We treat our food system as an abstract thing; however, it’s a dynamic entity made up of these relationships, ones I have come to fully appreciate through the journeys on these pages. But this isn’t where I started. The first wine I loved was a peach Bartles & Jaymes wine cooler. The first coffee I tolerated—heavily diluted with half-and-half and sugar, and chased with a glazed doughnut—was at the world’s original Krispy Kreme. My favorite chocolate bars were Whatchamacallit, Twix and Nestlé Crunch—in that order. Until a year and a half ago, all I knew of coffee was that I preferred a cappuccino to a latte. But now I grill baristas about coffee origins, beg friends to bring back chocolate from various countries and quiz breweries about the source of their hops.
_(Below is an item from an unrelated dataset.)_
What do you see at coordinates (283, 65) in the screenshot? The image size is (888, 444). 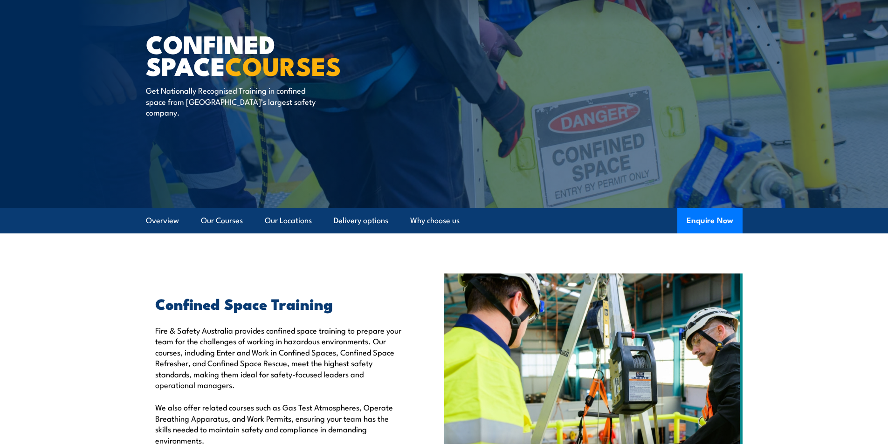 I see `strong: COURSES` at bounding box center [283, 65].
I am not trying to be precious. I have learned, by traveling to the places where some of our favorite foods and drinks began, that these foods are precious. I had no idea how hard it was to get a coffee bean from a forest in Ethiopia to my local café, or how much work and care went into making a premium bar of chocolate or a hearty loaf of bread. I had no idea how endangered the best, most delicious versions of these things are. This awareness is what makes them precious, and, meal by meal, makes my life better.


By helping you more deeply understand foods that are already a part of your life, and develop a sensory map for exploring new ones, this book will enable you to discover and appreciate flavors you may not have experienced. It will give you the tools to define your own deliciousness—and reach for more.


That’s been this journey’s greatest reward: finding a new appreciation for what I already loved. And understanding what it takes to sustain and save that love—in farms, on our plates and in life—lies in recognition that how we eat is a reflection of how we live. By sustaining agricultural biodiversity, we sustain ourselves.


“Eating with the fullest pleasure—pleasure, that is, that does not depend on ignorance,” Berry adds, “is perhaps the profoundest enactment of our connection with the world. In this pleasure we experience and celebrate our dependence and our gratitude, for we are living from mystery, from creatures we did not make and powers we cannot comprehend.”3


This is why people like Brad Kintzer devote their lives to making foods like chocolate taste better. “The more I looked into cacao and chocolate,” he told me, “the more I realized it was an amazing way to see the world and understand how it really works. You can sing the virtues of bourbon all day, but it’s not something that takes you all the way back. Chocolate always makes us happy.”


This is a book about taste, but it’s really a book about joy.